How we cite our quotes: Citations follow this format: (Chapter.Paragraph)
Quote #1
In school, we used to play a game called Sherjangi, or "Battle of the Poems." The Farsi teacher moderated it and it went something like this: You recited a verse from a poem and your opponent had sixty seconds to reply with a verse that began with the same letter that ended yours. Everyone in my class wanted me on their team, because by the time I was eleven, I could recite dozens of verses from Khayyám, Hãfez, or Rumi's famous Masnawi. One time, I took on the whole class and won. I told Baba about it later that night, but he just nodded, muttered, "Good."
That was how I escaped my father's aloofness, in my dead mother's books. That and Hassan, of course. I read everything, Rumi, Hãfez, Saadi, Victor Hugo, Jules Verne, Mark Twain, Ian Fleming. When I had finished my mother's books – not the boring history ones, I was never much into those, but the novels, the epics – I started spending my allowance on books. I bought one a week from the bookstore near Cinema Park, and stored them in cardboard boxes when I ran out of shelf room. (3.38-39)
Literature and writing play a more important role in The Kite Runner than you might think. Hosseini mentions books and big names occasionally, but not often enough to construct a neon sign reading AMIR IS GOING TO BECOME A WRITER. But the fact that Amir does choose to become a writer is very important. It's tied to his complicated relationship with Baba. As this passage points out, writing and reading become an escape from Baba's coldness. However, as we gather later in the novel, Amir writes about Baba in his own works of fiction. So, later in the novel, writing doesn't allow Amir to simply escape his father's distance but instead helps him enter it and understand it.
Quote #2
That Hassan would grow up illiterate like Ali and most Hazaras had been decided the minute he had been born, perhaps even the moment he had been conceived in Sanaubar's unwelcoming womb – after all, what use did a servant have for the written word? But despite his illiteracy, or maybe because of it, Hassan was drawn to the mystery of words, seduced by a secret world forbidden to him. I read him poems and stories, sometimes riddles – though I stopped reading those when I saw he was far better at solving them than I was. (4.12)
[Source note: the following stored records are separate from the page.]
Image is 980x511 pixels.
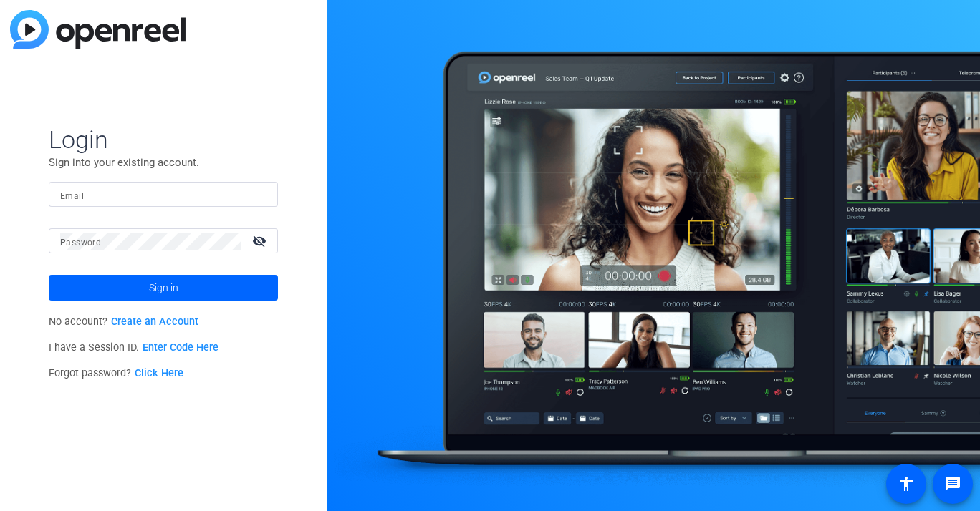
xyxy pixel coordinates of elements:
span: Forgot password? [49,367,184,379]
mat-label: Email [60,191,84,201]
img: blue-gradient.svg [10,10,185,49]
mat-icon: accessibility [898,476,915,492]
a: Enter Code Here [142,342,218,354]
button: Sign in [49,275,278,301]
a: Click Here [135,367,184,379]
span: Sign in [149,270,179,306]
mat-label: Password [60,238,101,248]
mat-icon: message [945,476,962,492]
mat-icon: visibility_off [243,230,278,251]
span: No account? [49,316,198,328]
input: Enter Email Address [60,186,267,203]
p: Sign into your existing account. [49,154,278,170]
a: Create an Account [111,316,198,328]
span: I have a Session ID. [49,342,218,354]
span: Login [49,125,278,154]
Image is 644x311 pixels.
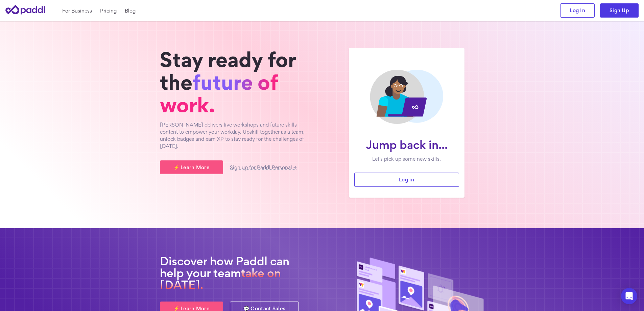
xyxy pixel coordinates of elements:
a: Log In [560,3,595,18]
p: [PERSON_NAME] delivers live workshops and future skills content to empower your workday. Upskill ... [160,121,316,150]
h2: Discover how Paddl can help your team [160,255,316,291]
h1: Jump back in... [360,139,454,151]
a: For Business [62,7,92,14]
p: Let’s pick up some new skills. [360,156,454,162]
a: Log in [354,172,459,187]
a: Blog [125,7,136,14]
a: Sign up for Paddl Personal → [230,166,297,170]
h1: Stay ready for the [160,48,316,116]
div: Open Intercom Messenger [621,288,638,304]
a: Pricing [100,7,117,14]
span: future of work. [160,74,279,113]
a: ⚡ Learn More [160,160,223,175]
a: Sign Up [600,3,639,18]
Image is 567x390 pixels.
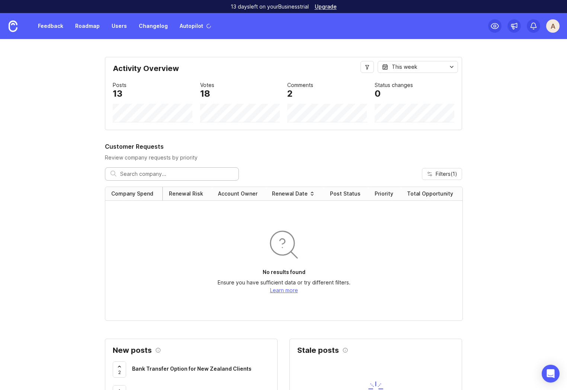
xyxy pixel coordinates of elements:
div: Account Owner [218,190,258,198]
a: Roadmap [71,19,104,33]
span: 2 [118,370,121,376]
h2: Stale posts [297,347,339,354]
div: Company Spend [111,190,153,198]
div: This week [392,63,418,71]
div: Renewal Risk [169,190,203,198]
p: Ensure you have sufficient data or try different filters. [218,279,351,287]
img: svg+xml;base64,PHN2ZyB3aWR0aD0iOTYiIGhlaWdodD0iOTYiIGZpbGw9Im5vbmUiIHhtbG5zPSJodHRwOi8vd3d3LnczLm... [266,227,302,263]
span: Bank Transfer Option for New Zealand Clients [132,366,252,372]
a: Bank Transfer Option for New Zealand Clients [132,365,270,375]
span: Filters [436,170,457,178]
h2: Customer Requests [105,142,462,151]
a: Upgrade [315,4,337,9]
img: Canny Home [9,20,17,32]
button: 2 [113,362,126,378]
a: Changelog [134,19,172,33]
div: Comments [287,81,313,89]
div: Activity Overview [113,65,454,78]
h2: New posts [113,347,152,354]
p: No results found [263,269,306,276]
div: Total Opportunity [407,190,453,198]
div: 0 [375,89,381,98]
div: Open Intercom Messenger [542,365,560,383]
div: 2 [287,89,293,98]
div: 18 [200,89,210,98]
p: 13 days left on your Business trial [231,3,309,10]
div: Votes [200,81,214,89]
svg: toggle icon [446,64,458,70]
button: Filters(1) [422,168,462,180]
a: Feedback [33,19,68,33]
div: Posts [113,81,127,89]
input: Search company... [120,170,233,178]
a: Users [107,19,131,33]
span: ( 1 ) [451,171,457,177]
div: Status changes [375,81,413,89]
a: Autopilot [175,19,216,33]
div: Renewal Date [272,190,308,198]
button: A [546,19,560,33]
a: Learn more [270,287,298,294]
div: 13 [113,89,122,98]
div: Post Status [330,190,361,198]
p: Review company requests by priority [105,154,462,162]
div: Priority [375,190,393,198]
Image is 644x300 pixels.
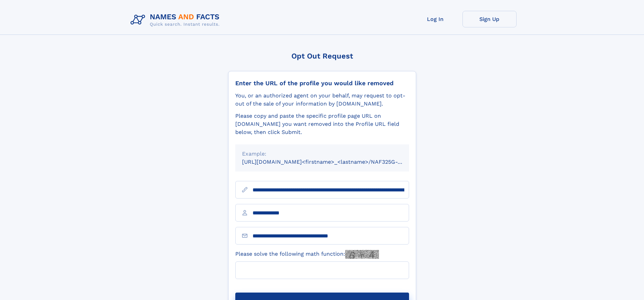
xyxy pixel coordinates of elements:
[235,80,409,87] div: Enter the URL of the profile you would like removed
[242,150,402,158] div: Example:
[128,11,225,29] img: Logo Names and Facts
[235,250,379,259] label: Please solve the following math function:
[242,159,422,165] small: [URL][DOMAIN_NAME]<firstname>_<lastname>/NAF325G-xxxxxxxx
[462,11,517,28] a: Sign Up
[235,112,409,137] div: Please copy and paste the specific profile page URL on [DOMAIN_NAME] you want removed into the Pr...
[235,92,409,108] div: You, or an authorized agent on your behalf, may request to opt-out of the sale of your informatio...
[228,51,416,60] div: Opt Out Request
[408,11,462,28] a: Log In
Here, literature isn't sugar and spice and everything nice. Amir actually uses his mastery of reading to belittle Hassan. Even though Hassan sees the beauty of literature (like Amir), Amir actually stops reading Hassan riddles when the activity no longer confirms Amir's superior status. Sometimes we think of literature as self-exploration, or a way to bring human beings together. Not here, pal. Literature is power. And Amir uses its power against Hassan – who, unlike Amir, seems to have Baba's love.
Quote #3
One day, in July 1973, I played another little trick on Hassan. I was reading to him, and suddenly I strayed from the written story. I pretended I was reading from the book, flipping pages regularly, but I had abandoned the text altogether, taken over the story, and made up my own. Hassan, of course, was oblivious to this. To him, the words on the page were a scramble of codes, indecipherable, mysterious. Words were secret doorways and I held all the keys. (4.25)
Like in the previous quote, Amir uses his literacy to demonstrate his power over Hassan (see 4.12). But Hosseini might be up to something else here, too. Amir begins to insert his own stories into the texts he's supposedly reading to Hassan. Zoom out to the novel as a whole. To whom is Amir telling his story? Does The Kite Runner read a little bit like a confession? Is Hassan (along with Baba) Amir's audience? Is Amir, through the novel, trying to explain his betrayal – and later redemption – to Hassan?